Your work CANNOT just be

  • Don't just copy tool descriptions from the book without plugging in your own real list
  • Don't let the matrix become a vague summary like 'I plan to prioritize better in the future'
  • Don't score everything at 9 or above — the 90% Rule only works when most things fall below 90
  • Don't let AI generate the list for you — it must come from your real life and actual commitments
  • Don't produce only a scoring table without indicating what you'll actually do with the non-essential items

AI can help you here

Round 1: Help me choose which list to work through

When to use: You're not sure which area to start with, or you have too many domains to sort and don't know which to tackle first.

I'm completing the '{{route name}}' project using *{{book title}}*. Based on my situation below, please help me pick the 1 most important topic to tackle first from the options listed, and explain why.

My situation:
[Describe your background: profession, which area feels most overloaded right now, and which type of commitment causes you the most stress]

Available topics:
[Paste the topic list from the page]

Please output:
1. The top recommended topic (just 1)
2. Why this area is the best one for me to sort through right now
3. What specific decision tool I'll have once the matrix is done
4. What information I should gather before scoring (e.g., which commitments I chose myself vs. ones that were pushed onto me)

Yellow placeholders need you to fill in before using the AI.

AI can help you organize ideas, but cannot make final judgments for you. Don't let AI fabricate experiences, cases, or misleading content.

Round 2: Help me score my list

When to use: You've already written out your items-to-judge list but aren't sure how to score each one, or you're stuck on a few specific items.

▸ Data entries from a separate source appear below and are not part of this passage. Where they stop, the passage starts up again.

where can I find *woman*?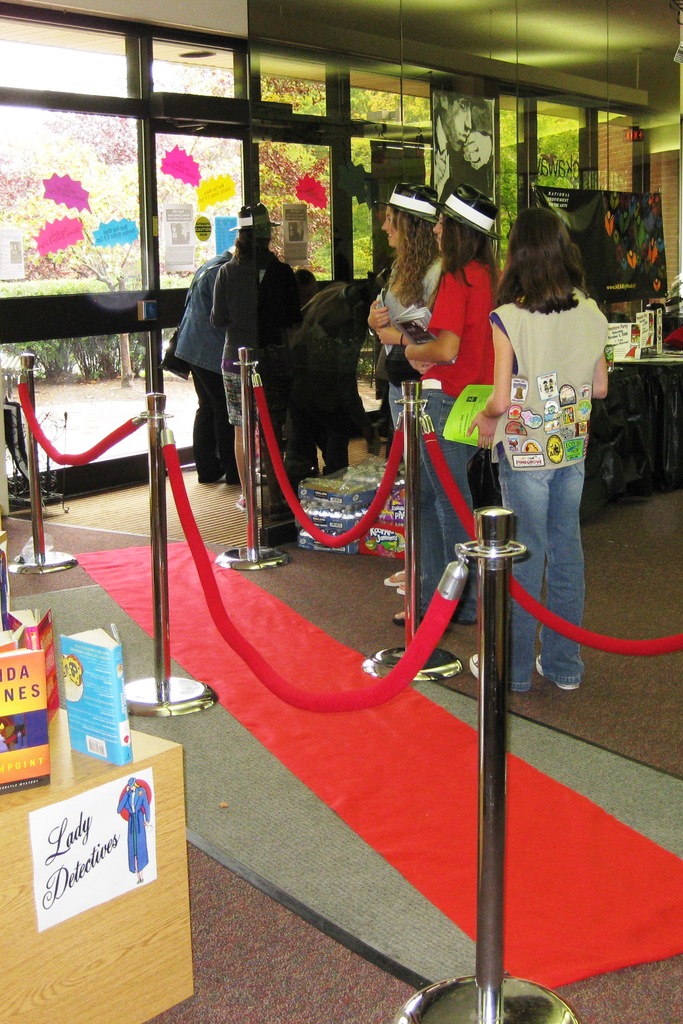
You can find it at [left=387, top=184, right=504, bottom=625].
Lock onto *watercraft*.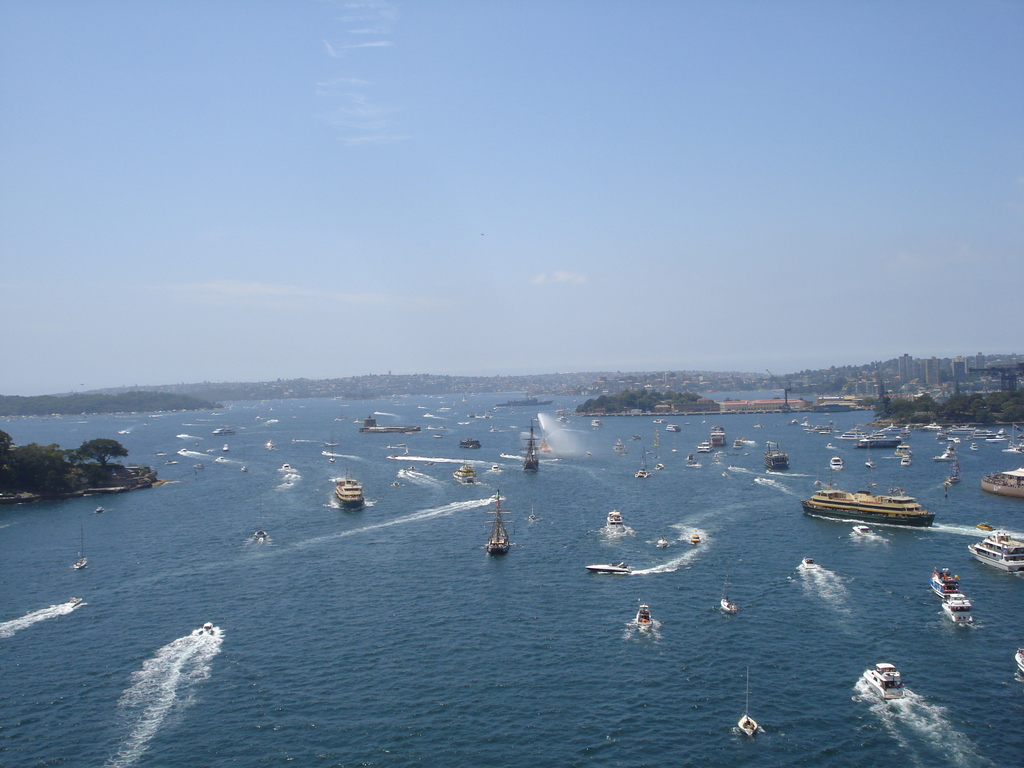
Locked: crop(897, 449, 910, 465).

I'm working on the '{{route name}}' project from *{{book title}}*.

My chosen topic is:
{{topic}}

Here is my items-to-judge list:
[Paste your list, one item per line]

Please help me score each item using the 90% Rule and the Explore–Eliminate Three Questions.

Requirements:
1. Suggest a score (0–10) for each item
2. Provide a one-sentence rationale
3. For items scoring between 7 and 9 ('gray zone'), apply the three questions for deeper analysis
4. Flag the items where I'm most likely lying to myself (e.g., scored 9 due to emotional attachment rather than real value)
5. Close with your suggested 'top 3 essential things'

Please output:
- A suggested score and rationale for each item
- Three-question analysis for gray-zone items
- The 'self-deception items' most worth watching out for
- Your suggested top 3 essential things

Yellow placeholders need you to fill in before using the AI.

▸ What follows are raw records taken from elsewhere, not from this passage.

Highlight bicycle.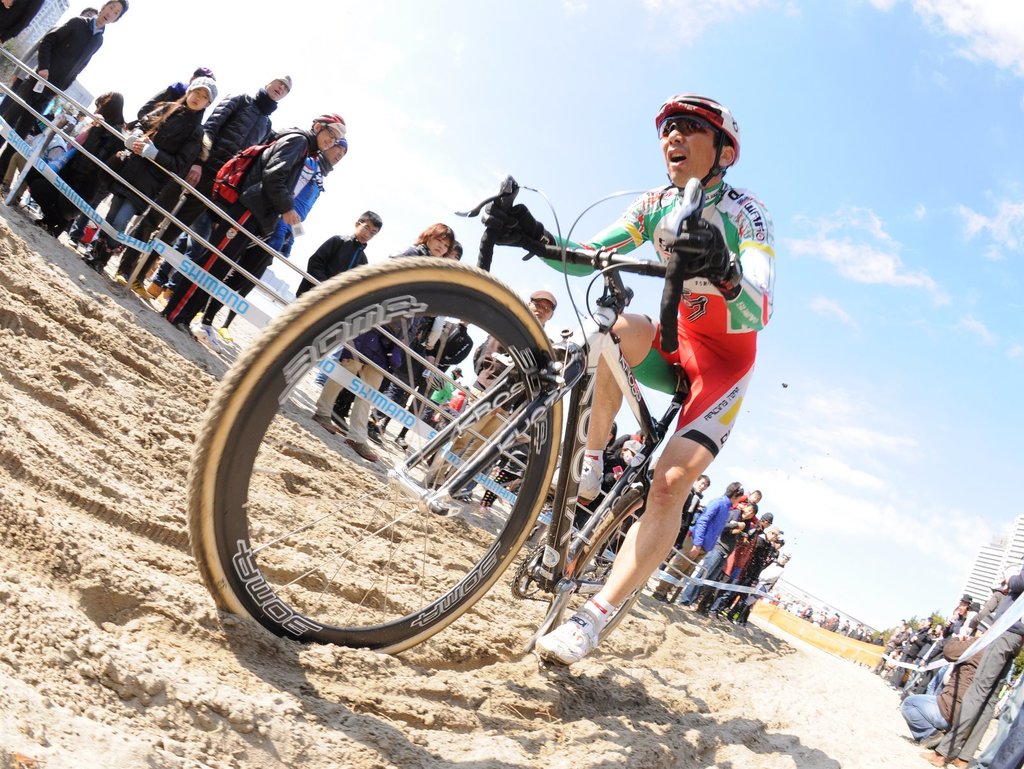
Highlighted region: 200 184 765 686.
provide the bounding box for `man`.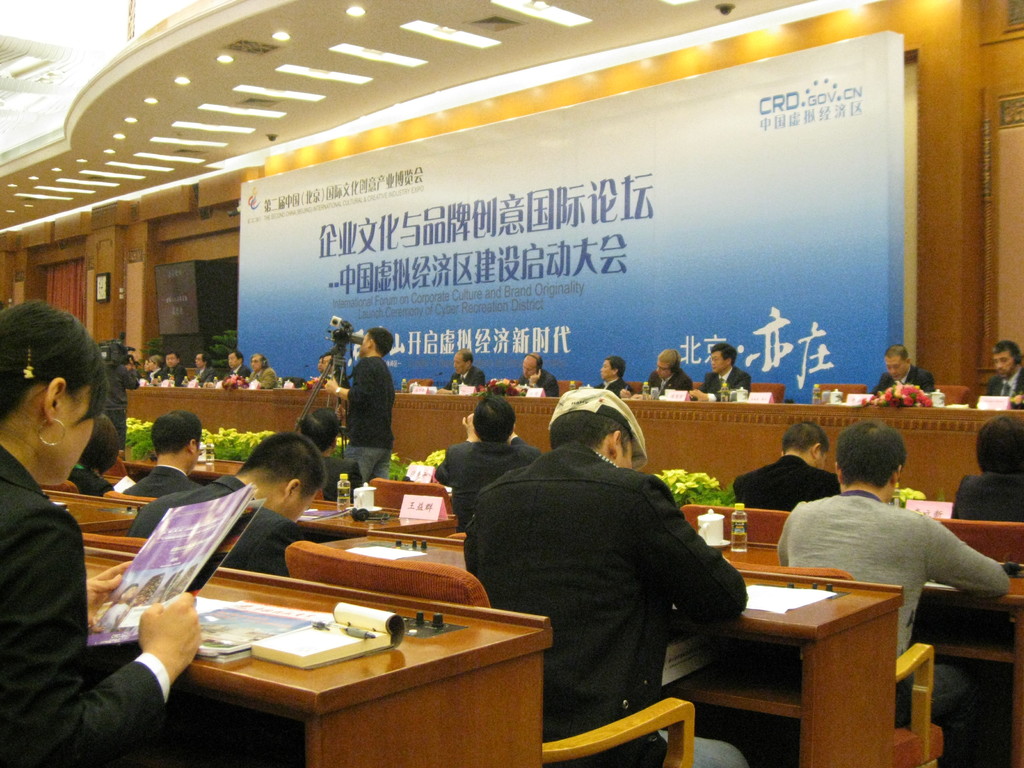
crop(591, 355, 631, 396).
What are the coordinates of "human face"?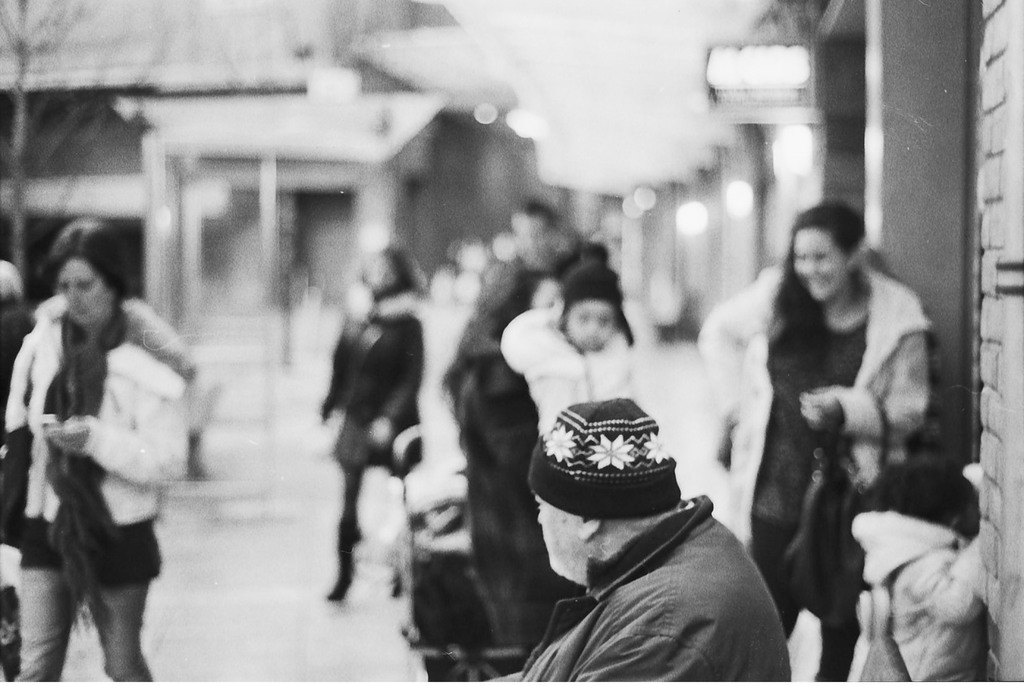
bbox(556, 295, 617, 353).
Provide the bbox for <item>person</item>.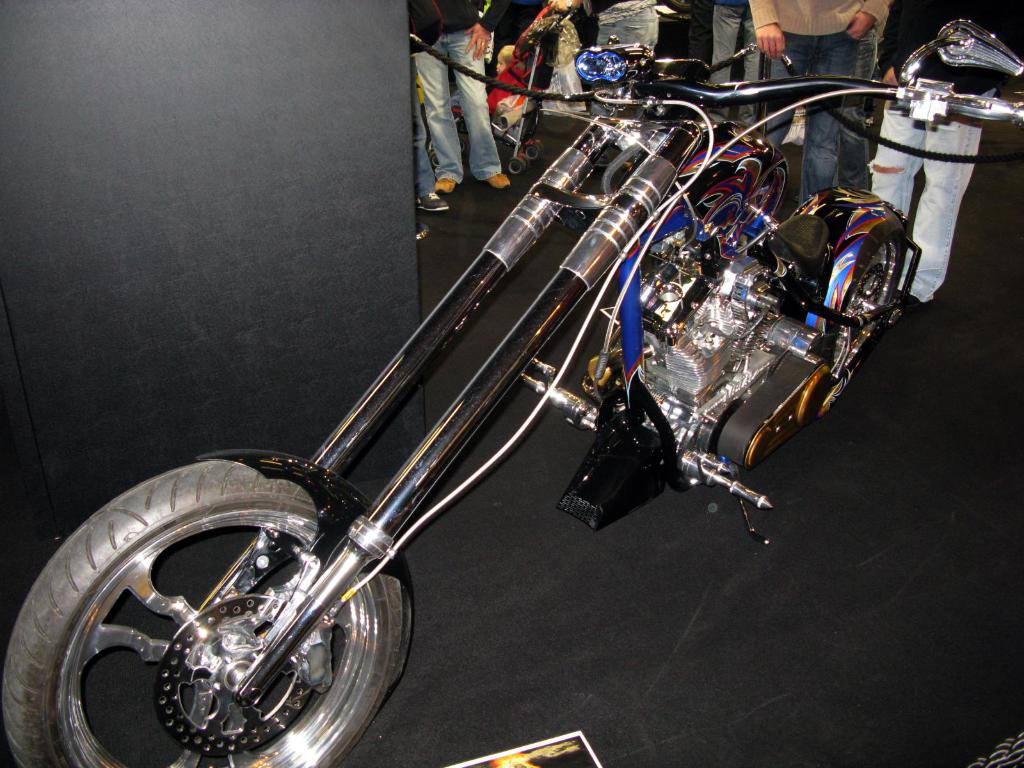
select_region(536, 0, 671, 166).
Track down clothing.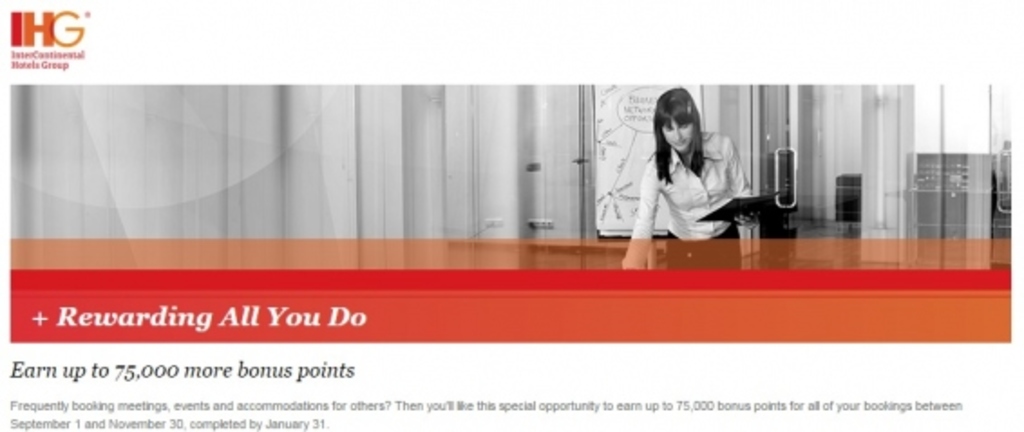
Tracked to [630, 121, 735, 228].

AI can help you organize ideas, but cannot make final judgments for you. Don't let AI fabricate experiences, cases, or misleading content.

Round 3: Help me review my matrix work

When to use: You've finished a first draft and are ready to submit.

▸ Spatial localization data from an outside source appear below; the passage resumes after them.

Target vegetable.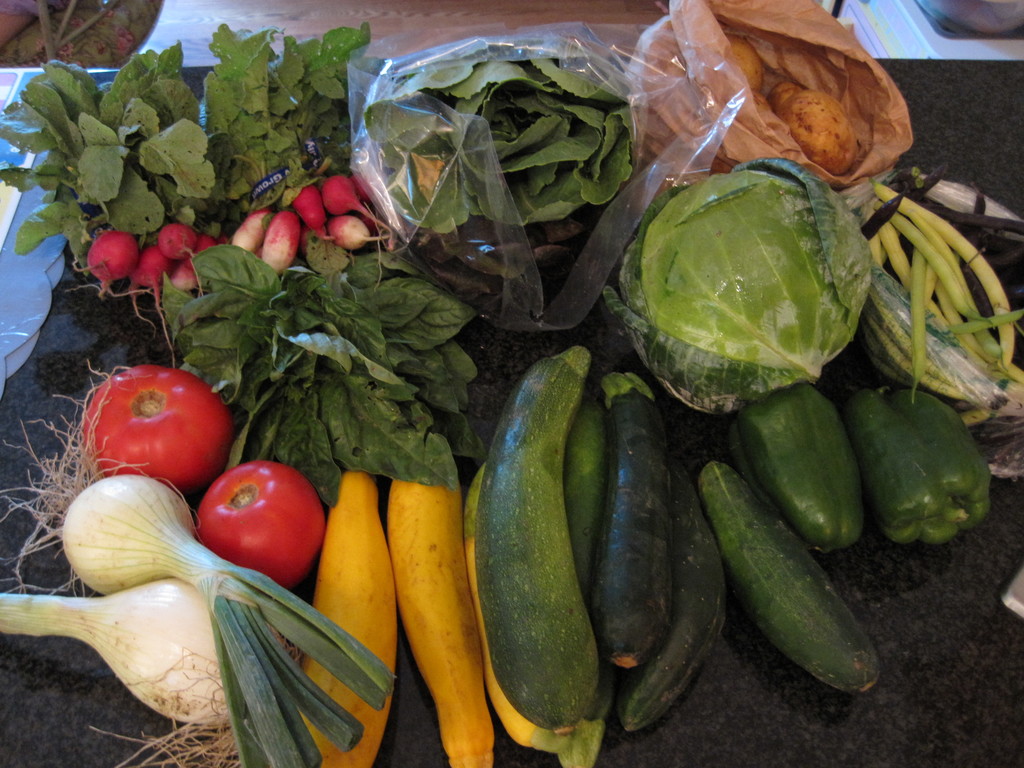
Target region: 601,161,870,415.
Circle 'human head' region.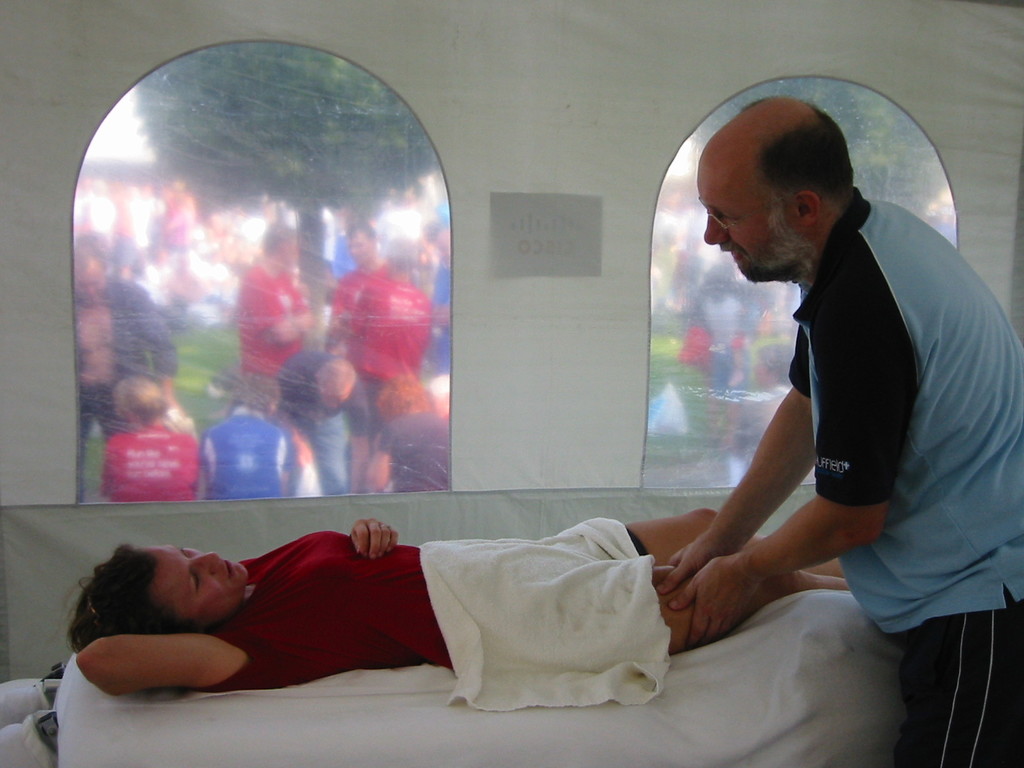
Region: box=[260, 220, 300, 265].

I'm submitting my work for a Shufang Island project.

Book: *{{book title}}*
Project route: {{route name}}
My topic: {{topic}}

My draft:
{{work draft}}

Please review my work against the following criteria:
1. Does the items-to-judge list come from real life (not vaguely made up)?
2. Does every item have a written scoring rationale, not just a number?
3. Are all items scored 9 or above? — if so, the 90% Rule hasn't truly been applied
4. Does the non-essential list include at least 2 items with a concrete action plan?
5. Is the Explore–Eliminate Three-Questions record tied to a specific item rather than giving generic answers?
6. Is the answer to the first-principles question clear and reasoned, not just 'everything matters'?
7. Can the reusable scoring card actually be used on its own?
8. Is the overall work a decision matrix, not a book report?
9. Is it ready to submit?

Please output:
- An overall evaluation
- What's already done well
- What must be revised
- What could be strengthened
- A suggested structure for the revised work

Yellow placeholders need you to fill in before using the AI.

AI can help you organize ideas, but cannot make final judgments for you. Don't let AI fabricate experiences, cases, or misleading content.